Africa’s tech ecosystem recorded 2,421 layoffs in 2025, the highest annual total tracked in five years, as companies intensified a strategic shift toward profitability amid recovering funding and maturing market dynamics.
This figure, reported by TechCabal Insights, represented a deliberate profit push, where companies streamlined operations, optimized costs, pivoted business models, and shed non-core roles to extend runways, achieve breakeven, and build sustainable growth rather than chase unchecked expansion in a tougher capital environment.
Equity Group in Kenya drove the largest single wave, dismissing over 1,200 employees (with reports citing figures around 1,200 to 1,500) following a sweeping internal fraud investigation launched in April 2025.

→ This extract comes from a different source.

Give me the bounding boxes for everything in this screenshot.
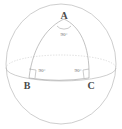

CEO James Mwangi described the purge as essential to protect customer savings and uphold the bank’s integrity, stating the probe uncovered staff collusion with fraudsters leading to losses exceeding $15.4 million (KES 2 billion) over two years, including unauthorized transfers to offshore accounts.
Mwangi emphasized a zero-tolerance policy, noting, “I will be ruthless,” and framing the action as a cultural shift to address misconduct across departments and safeguard the institution amid customer concerns.
Twiga Foods in Kenya cut over 300 jobs as part of a major restructuring that created a new holding company (“newco”) to consolidate recent acquisitions of three FMCG distributors and pivot to an asset-light model. The company characterized the changes as “a routine corporate realignment” to streamline operations, eliminate duplication, reduce costs, and improve efficiency following its expansion beyond fresh produce supply.
Read also: Startup shutdowns in Africa jump 50% in 2025, erasing $52 million in investor capital
Fintech unicorn Flutterwave reduced 50 percent of its staff in Kenya and South Africa (beginning in March 2025 and affecting departments like compliance, legal, HR, and sales) in a performance- and strategy-led review.
The company positioned the cuts as necessary to lower operational expenses, enhance margins, and accelerate progress toward profitability, explicitly tying the moves to investor pressure and preparations for a potential public listing.
Nigerian mobility firm MAX (Metro Africa Xpress) laid off about 150 employees, roughly 30 percent of its workforce, in January 2025 to support a full pivot to financing electric vehicles (EVs), exiting less profitable lines and redirecting resources to scale EV adoption across Nigeria, Ghana, and Cameroon.
A company spokesperson explained that the restructuring was necessary for the company’s transition to exclusively financing EVs, acknowledging it was made not lightly while offering support to affected staff.
YC-backed healthtech Reliance Health in Nigeria shed over 100 roles (with reports citing 106 across support, sales, marketing, and operations) in a company-wide reduction during July 2025.
Managers communicated to teams that “this decision is part of a company-wide workforce reduction aimed at ensuring the long-term sustainability of the business and supporting our immediate goal of achieving breakeven this quarter,” underscoring the push for profitability as a core driver.
Similar themes emerged at Vendease in Nigeria (120 cuts, or 44 percent of staff, in a second round to extend runway amid economic challenges) and other firms like Sabi (50), eBee (50 in Kenya), Tala (28), and more.
The heaviest geographic impacts fell on Nigeria and Kenya, with South Africa also affected through regional operations at companies like Flutterwave.